Among others, the US government has violated international standards in its counter-terrorism efforts by authorizing abusive interrogation techniques, abducting and transferring purported terrorists to countries with notorious records of torture, holding terrorist suspects in secret detention facilities for prolonged periods of time and allowing military commissions established to try alleged terrorists to use evidence obtained under coercion.
 
In the context of the purported “anti-terrorism operation” conducted by the Russian government in Chechnya and neighboring republics, federal and local law enforcement officials continue to engage in kidnappings, unacknowledged detention, “disappearances,” brutal torture, fabrication of criminal cases using forced confessions and extra-judicial executions with little or no accountability. The Russian government insists that this operation is part of the international “war on terrorism.”
 
The Uzbek authorities have used the May 2005 massacre in Andijan, which they blamed on “religious extremists,” as a pretext to reinforce their long-standing campaign against independently practicing Muslims.
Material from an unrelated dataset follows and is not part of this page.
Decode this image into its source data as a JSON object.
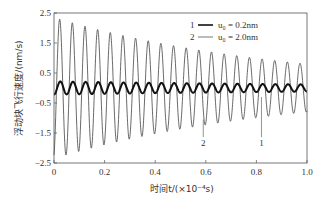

In this campaign, in which no distinction has been made between those advocating violence and those peacefully exercising their beliefs, torture has been routinely used to extract confessions and such confessions have frequently served as the sole basis for guilty verdicts handed down in trials conducted in gross violation of international standards.
 
The briefing paper calls for renewed commitment to the prohibition on torture and ill-treatment in the continued fight against terrorism and makes a number of recommendations to states for how to ensure that their counter-terrorism policies are consistent with this ban. The recommendations are based on an examination of international standards and case law relating to torture.
 
(The briefing paper was prepared within the framework of the IHF yearly campaign 2006, which is devoted to the topic of counter-terrorism measures and human rights, with emphasis on measures undermining the absolute ban on torture. It is also a contribution to a seminar on counter-terrorism measures and human rights, which the IHF is organizing in cooperation with the Bulgarian Helsinki Committee and the Rehabilitation and Research Centre on Torture Victims in Sofia, Bulgaria, on 17 November).